In the US, a candidate who said things that almost every commentator from right to left declared to be “Disqualifying” has made it to the final two. All over America, from the rust belt to the South, working people who have never done so much as post in an online newspaper comment section are getting up off the couch, leaving their homes and filling stadiums. They’re called racists, sexists, and any other name the elite can scream through their megaphones. They get attacked on the street by well funded media-encouraged mobs, yet keep showing up in their tens of thousands to fight for change and a different tomorrow.

Across Europe and the wider West, electoral scams are being exposed, journalistic and academic bias is being called out, a media deaf to the changing winds see their circulation dropping and their audiences declining.

The little people, the ignored, the looked down upon, the unfashionable, the excluded, are angry.

These people are on the march all across the West, their work-tired feet tramping the ground and their ears deaf to the threadbare slurs thrown at them by an increasingly desperate establishment class.

In Australia this class, this scream of the unwanted and sneered upon has chosen a woman that the elites hate almost as much as they hate our nation itself. Many have been competing to grab their attention, to give them hope, but they chose her.

The fire is rising, it’s time to fan the flames, not smother them.

3. You might just have to.

I was only an adolescent the last time Pauline Hanson was on the scene, but even I remember enough to know what’s coming.

There were plenty of people and groups in the aftermath of the disastrous Keating years, attempting to speak up for those without a voice on the right when John Howard pointedly refused to do so. Many people who had seen their opinions ignored and squashed by the first great onslaught of political correctness. I’m sure the activists in these groups worked tirelessly to get their point of view across and spent time and money trying to build something meaningful.

And I can’t really remember any of them, or even the names of their groups. No-one can.

But I do remember what happened after Hanson’s maiden speech.

I remember the vile socialist thugs attacking working class pensioners with bricks and iron bars; screeching leftist drones kicking helpless prone bodies of vulnerable people who had the sheer effrontery to disagree with the establishment and love their country. All cheered on by a compliant media chuckling with sneering laughter as the “white trash bogans” get what is coming to them.

And that was twenty years ago.

It’s going to be worse this time.

Almost every mid-tier, middle-aged lefty journalist was a uni student during the rise of Hanson.

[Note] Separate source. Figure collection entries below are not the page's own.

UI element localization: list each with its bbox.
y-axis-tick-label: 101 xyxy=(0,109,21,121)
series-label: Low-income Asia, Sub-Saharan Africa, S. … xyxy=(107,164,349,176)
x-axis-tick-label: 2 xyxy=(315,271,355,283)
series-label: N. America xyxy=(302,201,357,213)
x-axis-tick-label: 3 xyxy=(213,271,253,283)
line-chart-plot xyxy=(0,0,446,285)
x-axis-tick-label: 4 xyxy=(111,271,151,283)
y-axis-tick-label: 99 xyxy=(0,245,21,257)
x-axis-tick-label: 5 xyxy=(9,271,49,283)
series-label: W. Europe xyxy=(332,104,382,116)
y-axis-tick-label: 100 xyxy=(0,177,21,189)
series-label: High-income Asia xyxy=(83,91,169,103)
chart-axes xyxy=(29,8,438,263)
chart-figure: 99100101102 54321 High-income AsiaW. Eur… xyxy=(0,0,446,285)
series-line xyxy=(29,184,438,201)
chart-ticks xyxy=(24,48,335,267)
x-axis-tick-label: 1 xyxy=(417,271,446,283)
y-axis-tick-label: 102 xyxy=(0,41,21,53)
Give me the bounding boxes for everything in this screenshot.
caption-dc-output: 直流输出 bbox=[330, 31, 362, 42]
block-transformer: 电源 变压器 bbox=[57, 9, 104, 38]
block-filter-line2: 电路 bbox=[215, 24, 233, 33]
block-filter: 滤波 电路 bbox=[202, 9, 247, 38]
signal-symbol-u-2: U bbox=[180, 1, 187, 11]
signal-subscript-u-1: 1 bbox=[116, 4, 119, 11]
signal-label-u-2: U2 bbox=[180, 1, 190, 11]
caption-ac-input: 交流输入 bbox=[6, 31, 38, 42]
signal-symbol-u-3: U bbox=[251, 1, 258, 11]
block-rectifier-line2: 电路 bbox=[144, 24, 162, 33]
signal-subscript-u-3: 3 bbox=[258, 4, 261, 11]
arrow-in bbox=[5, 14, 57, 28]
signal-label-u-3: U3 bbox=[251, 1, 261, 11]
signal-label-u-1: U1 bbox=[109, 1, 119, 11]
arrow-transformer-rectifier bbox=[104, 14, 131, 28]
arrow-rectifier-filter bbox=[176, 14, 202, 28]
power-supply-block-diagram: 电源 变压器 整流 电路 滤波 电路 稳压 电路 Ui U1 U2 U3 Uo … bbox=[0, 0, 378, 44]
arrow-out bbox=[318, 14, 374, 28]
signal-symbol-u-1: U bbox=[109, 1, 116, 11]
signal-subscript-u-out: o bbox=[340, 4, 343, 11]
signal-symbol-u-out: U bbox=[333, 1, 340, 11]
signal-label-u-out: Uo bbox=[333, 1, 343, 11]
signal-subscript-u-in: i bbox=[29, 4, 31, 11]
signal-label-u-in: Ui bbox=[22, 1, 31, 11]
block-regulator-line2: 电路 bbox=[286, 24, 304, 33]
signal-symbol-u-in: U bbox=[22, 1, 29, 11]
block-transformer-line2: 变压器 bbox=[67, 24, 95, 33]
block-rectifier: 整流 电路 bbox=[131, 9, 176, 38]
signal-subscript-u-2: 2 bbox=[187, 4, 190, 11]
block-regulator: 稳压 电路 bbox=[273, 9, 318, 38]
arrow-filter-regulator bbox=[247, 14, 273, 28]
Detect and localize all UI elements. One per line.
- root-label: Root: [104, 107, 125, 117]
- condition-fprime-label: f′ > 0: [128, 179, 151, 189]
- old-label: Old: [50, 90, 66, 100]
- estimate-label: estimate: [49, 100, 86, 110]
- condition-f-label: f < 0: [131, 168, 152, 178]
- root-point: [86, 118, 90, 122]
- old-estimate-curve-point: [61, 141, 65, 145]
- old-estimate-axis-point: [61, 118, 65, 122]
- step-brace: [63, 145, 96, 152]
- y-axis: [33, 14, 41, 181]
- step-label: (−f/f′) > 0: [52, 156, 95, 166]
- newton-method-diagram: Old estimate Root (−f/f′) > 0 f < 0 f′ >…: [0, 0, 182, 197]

They have been taught to hate her and fear her from their earliest adulthood.

There is going to be zero oxygen for anyone else on the issues she has staked out.

Twenty years ago, One Nation couldn’t hold a meeting in Hawthorn without the innocent blood of attendees being shed on the streets.

Now it will be impossible to even find a place willing to hold a meeting, knowing full well the vandalism and violence of the left would be aimed squarely at any property owner or manager that allowed it.

The question you have to ask yourself is, regardless of how you feel about Hanson, her voice, her hair or her economic policies, when the hate filled haters of hatred come to your town looking for a chance to squash any remaining semblance of free speech for dissenters, will you lend a hand? Or will you tut-tut aimlessly while watching from the safety of your lounge room?

The choice for me is simple, as it should be for you.

Lucas is a former soldier and current hedonist reclining supine beside a pool in a tropical paradise with a cocktail as the sun sets on Western civilisation. He likes hats.